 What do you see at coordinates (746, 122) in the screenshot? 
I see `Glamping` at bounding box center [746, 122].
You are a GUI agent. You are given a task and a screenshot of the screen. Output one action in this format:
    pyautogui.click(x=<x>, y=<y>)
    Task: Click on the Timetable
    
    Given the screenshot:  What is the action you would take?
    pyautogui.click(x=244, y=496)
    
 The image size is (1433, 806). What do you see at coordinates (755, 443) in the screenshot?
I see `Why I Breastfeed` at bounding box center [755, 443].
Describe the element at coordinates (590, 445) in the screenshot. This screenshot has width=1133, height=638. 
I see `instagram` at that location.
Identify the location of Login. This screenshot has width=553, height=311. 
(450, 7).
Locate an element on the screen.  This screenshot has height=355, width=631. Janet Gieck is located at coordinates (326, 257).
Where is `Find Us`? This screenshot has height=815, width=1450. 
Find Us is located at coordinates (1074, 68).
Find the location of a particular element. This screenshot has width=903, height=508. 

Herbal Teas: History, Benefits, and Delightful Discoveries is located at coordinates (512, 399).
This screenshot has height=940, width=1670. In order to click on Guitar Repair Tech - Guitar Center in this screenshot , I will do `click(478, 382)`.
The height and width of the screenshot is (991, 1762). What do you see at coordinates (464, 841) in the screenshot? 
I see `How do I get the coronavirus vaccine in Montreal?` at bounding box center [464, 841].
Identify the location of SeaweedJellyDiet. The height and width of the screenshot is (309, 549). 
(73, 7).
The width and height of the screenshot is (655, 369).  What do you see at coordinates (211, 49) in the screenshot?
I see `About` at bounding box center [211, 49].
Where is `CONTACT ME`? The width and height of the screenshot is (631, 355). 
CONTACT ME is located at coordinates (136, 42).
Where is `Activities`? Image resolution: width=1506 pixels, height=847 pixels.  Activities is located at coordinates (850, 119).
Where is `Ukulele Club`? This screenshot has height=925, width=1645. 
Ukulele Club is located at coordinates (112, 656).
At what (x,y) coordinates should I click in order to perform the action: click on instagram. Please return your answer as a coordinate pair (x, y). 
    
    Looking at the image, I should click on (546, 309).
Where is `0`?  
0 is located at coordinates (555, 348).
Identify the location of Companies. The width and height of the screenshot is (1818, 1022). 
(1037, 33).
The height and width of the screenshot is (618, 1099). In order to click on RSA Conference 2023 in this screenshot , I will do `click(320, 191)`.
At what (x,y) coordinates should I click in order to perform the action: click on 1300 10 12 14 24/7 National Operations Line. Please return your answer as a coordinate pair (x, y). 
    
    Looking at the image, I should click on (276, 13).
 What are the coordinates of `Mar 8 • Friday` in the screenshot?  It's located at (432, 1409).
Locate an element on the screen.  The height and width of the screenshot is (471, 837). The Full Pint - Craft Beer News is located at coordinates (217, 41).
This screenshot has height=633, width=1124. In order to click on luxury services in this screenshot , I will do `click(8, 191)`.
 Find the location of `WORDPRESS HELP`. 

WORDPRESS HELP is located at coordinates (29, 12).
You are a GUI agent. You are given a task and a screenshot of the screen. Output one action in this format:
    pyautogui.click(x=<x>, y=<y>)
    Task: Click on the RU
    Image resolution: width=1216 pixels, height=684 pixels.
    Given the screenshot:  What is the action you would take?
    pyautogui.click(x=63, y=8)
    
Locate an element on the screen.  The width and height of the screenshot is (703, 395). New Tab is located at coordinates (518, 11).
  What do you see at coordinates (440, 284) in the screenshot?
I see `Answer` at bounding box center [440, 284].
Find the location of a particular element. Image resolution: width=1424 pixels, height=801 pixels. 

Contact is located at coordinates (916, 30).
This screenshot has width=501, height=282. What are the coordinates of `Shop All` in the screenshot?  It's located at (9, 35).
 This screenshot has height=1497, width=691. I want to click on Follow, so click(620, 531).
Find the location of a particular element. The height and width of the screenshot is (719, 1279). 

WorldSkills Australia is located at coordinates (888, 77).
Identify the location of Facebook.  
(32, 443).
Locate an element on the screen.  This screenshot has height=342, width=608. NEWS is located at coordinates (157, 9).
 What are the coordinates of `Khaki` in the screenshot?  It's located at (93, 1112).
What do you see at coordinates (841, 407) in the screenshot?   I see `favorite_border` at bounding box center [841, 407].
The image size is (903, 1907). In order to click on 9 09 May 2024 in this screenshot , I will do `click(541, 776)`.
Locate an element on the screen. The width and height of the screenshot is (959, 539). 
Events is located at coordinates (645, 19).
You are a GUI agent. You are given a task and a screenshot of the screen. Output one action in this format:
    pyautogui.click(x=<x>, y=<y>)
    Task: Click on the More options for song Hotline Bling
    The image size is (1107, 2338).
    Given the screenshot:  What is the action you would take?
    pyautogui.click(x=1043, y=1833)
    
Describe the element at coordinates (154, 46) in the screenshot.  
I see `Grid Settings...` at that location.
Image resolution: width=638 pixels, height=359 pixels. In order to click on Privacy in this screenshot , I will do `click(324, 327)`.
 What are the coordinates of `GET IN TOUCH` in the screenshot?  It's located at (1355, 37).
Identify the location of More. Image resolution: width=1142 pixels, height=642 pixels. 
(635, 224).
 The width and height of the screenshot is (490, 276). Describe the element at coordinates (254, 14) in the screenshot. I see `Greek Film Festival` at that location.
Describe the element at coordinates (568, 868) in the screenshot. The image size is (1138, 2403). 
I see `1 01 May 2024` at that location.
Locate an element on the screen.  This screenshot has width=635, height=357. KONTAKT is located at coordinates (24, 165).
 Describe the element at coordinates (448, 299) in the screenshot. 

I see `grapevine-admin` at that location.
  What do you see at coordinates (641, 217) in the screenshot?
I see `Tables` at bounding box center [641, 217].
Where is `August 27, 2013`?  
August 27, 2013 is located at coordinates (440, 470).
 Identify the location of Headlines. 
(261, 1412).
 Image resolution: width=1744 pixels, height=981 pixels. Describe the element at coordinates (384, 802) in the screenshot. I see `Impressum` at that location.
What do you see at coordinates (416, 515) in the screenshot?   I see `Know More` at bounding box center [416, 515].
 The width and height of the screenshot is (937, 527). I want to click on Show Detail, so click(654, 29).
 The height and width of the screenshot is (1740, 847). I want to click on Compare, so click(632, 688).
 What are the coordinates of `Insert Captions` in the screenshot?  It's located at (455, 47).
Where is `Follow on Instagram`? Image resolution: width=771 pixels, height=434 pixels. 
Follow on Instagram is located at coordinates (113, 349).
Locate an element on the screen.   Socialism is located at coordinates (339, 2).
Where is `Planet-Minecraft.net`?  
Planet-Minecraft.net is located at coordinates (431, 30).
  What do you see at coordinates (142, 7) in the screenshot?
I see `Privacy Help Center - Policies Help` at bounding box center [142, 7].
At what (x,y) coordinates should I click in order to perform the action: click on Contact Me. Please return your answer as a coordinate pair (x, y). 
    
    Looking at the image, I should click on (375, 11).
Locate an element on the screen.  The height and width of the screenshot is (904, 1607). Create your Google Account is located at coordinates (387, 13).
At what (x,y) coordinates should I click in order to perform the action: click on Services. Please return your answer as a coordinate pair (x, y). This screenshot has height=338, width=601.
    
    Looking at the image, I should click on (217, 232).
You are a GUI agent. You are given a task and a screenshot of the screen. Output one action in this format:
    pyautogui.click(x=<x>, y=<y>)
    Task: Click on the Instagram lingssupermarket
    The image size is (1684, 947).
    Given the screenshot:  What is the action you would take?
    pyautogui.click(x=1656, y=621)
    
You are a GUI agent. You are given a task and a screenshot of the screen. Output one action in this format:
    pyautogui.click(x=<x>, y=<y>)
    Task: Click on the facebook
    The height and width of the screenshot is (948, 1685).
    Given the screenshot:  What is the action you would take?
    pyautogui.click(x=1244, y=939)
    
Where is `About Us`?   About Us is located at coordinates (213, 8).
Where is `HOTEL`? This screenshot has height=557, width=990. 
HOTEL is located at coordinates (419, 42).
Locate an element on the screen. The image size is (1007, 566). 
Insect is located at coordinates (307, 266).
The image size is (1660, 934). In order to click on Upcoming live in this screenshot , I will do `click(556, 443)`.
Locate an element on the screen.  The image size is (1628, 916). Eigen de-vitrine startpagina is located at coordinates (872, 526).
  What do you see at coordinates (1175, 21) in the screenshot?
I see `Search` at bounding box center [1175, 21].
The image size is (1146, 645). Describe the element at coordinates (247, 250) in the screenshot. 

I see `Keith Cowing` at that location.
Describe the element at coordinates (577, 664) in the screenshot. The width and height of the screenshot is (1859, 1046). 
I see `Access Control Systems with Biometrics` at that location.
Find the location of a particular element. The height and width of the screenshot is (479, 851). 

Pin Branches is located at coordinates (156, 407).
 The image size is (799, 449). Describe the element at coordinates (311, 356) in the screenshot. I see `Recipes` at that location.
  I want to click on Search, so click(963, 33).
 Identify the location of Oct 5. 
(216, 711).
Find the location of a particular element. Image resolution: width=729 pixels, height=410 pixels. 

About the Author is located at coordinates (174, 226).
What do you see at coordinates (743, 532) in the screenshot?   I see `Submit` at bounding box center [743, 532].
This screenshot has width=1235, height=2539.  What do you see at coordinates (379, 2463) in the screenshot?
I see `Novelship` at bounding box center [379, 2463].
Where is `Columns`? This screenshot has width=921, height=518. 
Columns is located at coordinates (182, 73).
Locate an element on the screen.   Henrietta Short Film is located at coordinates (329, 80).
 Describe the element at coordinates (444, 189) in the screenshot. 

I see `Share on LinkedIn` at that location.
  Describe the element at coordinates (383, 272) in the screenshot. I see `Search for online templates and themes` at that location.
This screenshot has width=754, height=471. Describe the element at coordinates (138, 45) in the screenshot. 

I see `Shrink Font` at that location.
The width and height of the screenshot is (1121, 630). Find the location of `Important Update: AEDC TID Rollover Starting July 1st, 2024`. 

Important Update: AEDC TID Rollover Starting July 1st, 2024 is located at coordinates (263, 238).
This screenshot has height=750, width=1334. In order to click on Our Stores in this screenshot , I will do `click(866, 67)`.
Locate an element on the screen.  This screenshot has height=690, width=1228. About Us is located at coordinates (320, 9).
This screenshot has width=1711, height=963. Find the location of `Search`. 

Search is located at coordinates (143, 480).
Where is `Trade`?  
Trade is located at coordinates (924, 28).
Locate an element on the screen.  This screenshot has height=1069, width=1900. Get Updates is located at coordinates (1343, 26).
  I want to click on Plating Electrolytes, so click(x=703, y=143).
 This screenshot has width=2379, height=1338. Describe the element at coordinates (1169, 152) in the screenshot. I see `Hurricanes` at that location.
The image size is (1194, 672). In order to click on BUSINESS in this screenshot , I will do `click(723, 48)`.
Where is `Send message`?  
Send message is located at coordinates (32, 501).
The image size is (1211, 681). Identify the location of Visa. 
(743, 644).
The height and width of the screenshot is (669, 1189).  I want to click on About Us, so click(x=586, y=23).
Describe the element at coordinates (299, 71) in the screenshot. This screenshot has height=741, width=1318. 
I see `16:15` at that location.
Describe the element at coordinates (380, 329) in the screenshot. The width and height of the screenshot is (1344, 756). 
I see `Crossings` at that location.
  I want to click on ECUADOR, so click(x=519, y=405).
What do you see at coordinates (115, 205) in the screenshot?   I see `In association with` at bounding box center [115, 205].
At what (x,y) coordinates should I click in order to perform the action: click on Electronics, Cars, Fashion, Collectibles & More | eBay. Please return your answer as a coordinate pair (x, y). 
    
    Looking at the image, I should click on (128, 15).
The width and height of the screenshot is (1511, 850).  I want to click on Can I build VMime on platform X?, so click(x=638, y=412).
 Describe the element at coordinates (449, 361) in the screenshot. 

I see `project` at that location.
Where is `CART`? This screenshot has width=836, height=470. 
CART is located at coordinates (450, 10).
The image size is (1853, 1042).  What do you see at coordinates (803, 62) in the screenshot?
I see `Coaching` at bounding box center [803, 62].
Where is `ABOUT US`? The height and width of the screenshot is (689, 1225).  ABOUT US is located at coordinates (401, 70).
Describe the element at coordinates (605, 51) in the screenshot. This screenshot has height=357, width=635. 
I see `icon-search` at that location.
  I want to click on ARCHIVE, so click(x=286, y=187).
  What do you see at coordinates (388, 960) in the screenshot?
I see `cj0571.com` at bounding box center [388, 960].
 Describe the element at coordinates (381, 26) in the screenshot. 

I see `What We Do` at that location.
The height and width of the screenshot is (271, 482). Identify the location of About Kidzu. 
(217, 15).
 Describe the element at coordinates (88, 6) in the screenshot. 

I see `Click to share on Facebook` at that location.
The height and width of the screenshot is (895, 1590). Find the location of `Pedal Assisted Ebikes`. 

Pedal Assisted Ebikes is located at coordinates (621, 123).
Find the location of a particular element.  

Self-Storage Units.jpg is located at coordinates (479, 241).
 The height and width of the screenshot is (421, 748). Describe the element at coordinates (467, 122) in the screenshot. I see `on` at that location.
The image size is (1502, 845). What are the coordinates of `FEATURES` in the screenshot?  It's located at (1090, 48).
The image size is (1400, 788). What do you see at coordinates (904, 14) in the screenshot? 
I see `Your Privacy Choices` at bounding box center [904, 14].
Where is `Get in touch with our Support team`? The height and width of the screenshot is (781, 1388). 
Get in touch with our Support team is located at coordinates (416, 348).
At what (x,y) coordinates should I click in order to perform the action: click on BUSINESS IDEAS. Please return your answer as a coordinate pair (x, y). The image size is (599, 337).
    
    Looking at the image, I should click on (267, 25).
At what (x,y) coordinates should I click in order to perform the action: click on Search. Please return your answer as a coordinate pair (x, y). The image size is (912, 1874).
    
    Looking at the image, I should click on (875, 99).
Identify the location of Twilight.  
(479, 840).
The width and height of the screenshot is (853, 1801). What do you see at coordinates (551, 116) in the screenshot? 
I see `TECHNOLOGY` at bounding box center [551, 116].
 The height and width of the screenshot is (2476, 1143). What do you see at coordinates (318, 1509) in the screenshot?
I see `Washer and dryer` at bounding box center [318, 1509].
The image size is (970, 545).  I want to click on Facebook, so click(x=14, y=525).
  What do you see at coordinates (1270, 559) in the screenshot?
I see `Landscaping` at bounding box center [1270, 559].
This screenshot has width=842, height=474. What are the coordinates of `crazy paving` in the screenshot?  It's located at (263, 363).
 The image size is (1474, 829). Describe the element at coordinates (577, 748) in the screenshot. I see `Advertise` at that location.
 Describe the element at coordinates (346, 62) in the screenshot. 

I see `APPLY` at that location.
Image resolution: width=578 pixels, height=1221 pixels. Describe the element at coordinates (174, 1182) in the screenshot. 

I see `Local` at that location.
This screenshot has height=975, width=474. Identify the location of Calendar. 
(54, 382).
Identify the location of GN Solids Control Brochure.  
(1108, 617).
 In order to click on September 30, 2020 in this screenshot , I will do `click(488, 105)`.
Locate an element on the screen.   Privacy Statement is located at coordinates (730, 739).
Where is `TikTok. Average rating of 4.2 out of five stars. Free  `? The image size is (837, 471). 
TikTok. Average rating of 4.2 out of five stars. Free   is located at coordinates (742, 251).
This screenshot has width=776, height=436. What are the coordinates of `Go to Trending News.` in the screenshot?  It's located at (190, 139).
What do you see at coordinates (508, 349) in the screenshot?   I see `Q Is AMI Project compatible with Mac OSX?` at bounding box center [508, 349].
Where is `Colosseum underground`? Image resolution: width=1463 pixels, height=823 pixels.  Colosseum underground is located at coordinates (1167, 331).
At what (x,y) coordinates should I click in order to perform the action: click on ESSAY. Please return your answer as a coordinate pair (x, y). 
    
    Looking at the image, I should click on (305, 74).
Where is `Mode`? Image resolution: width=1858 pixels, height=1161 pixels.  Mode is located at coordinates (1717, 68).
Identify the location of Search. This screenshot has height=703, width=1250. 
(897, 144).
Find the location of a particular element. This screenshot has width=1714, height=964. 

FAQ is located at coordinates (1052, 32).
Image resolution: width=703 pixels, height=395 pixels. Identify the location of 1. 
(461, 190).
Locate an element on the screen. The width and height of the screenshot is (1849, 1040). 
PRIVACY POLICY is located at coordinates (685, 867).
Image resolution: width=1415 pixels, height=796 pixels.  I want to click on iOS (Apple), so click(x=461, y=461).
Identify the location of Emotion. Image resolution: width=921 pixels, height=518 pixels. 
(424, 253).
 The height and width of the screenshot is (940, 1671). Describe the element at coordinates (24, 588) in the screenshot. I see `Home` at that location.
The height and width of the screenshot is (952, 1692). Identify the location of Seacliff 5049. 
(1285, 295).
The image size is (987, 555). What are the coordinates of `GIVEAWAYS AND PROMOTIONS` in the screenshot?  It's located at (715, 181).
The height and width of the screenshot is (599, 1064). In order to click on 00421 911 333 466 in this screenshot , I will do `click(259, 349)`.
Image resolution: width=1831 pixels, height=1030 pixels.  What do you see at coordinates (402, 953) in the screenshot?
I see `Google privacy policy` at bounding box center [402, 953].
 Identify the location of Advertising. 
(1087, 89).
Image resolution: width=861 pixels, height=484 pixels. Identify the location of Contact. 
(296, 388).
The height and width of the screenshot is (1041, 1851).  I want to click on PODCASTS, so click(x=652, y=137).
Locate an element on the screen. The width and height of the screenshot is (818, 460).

◆ PROBLEM STATEMENT: Set down the lines of the records exactly, from the first one through the line containing "Task: Click on the Timetable", and add nothing else.

◆ ANSWER BOX:
 What do you see at coordinates (746, 122) in the screenshot? 
I see `Glamping` at bounding box center [746, 122].
You are a GUI agent. You are given a task and a screenshot of the screen. Output one action in this format:
    pyautogui.click(x=<x>, y=<y>)
    Task: Click on the Timetable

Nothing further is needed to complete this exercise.